Repeat, exactly as written, the lines of the records below from the first through the line with "This screenshot has", but none past it.

*** Opening of Data ***

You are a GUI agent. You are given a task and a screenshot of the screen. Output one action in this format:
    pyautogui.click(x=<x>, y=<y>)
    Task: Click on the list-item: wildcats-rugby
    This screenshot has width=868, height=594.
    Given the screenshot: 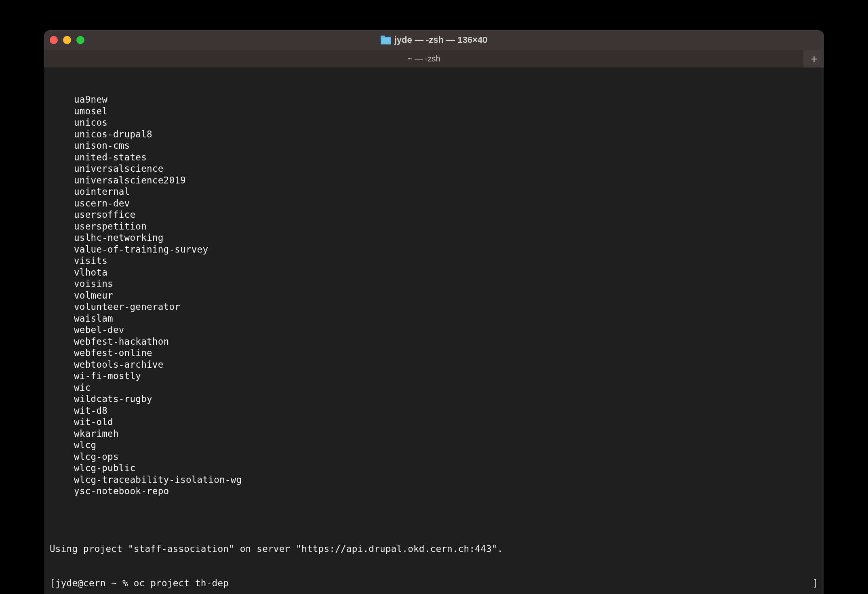 What is the action you would take?
    pyautogui.click(x=434, y=399)
    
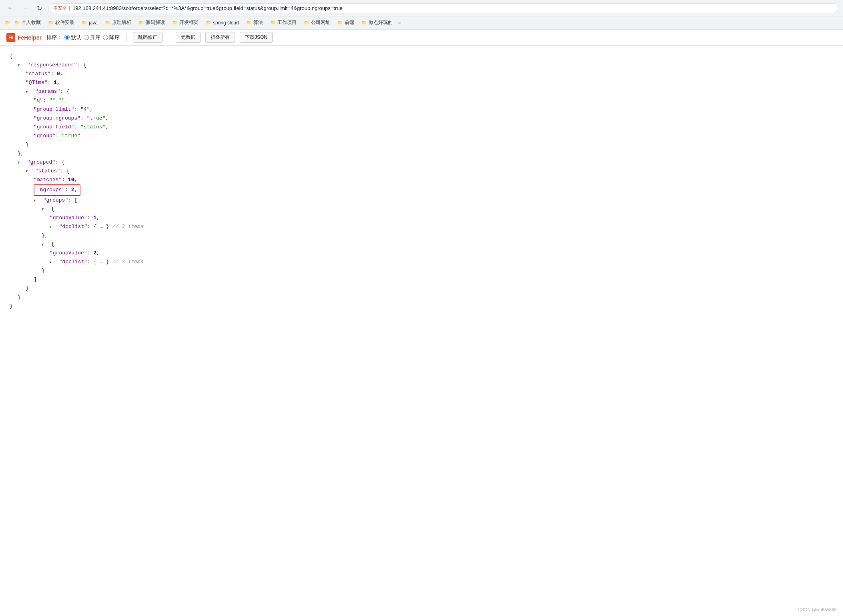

*** Close of Data ***

§ **Answer to this exercise**:
You are a GUI agent. You are given a task and a screenshot of the screen. Output one action in this format:
    pyautogui.click(x=<x>, y=<y>)
    Task: Click on the list-item: wildcats-rugby
    This screenshot has width=868, height=594.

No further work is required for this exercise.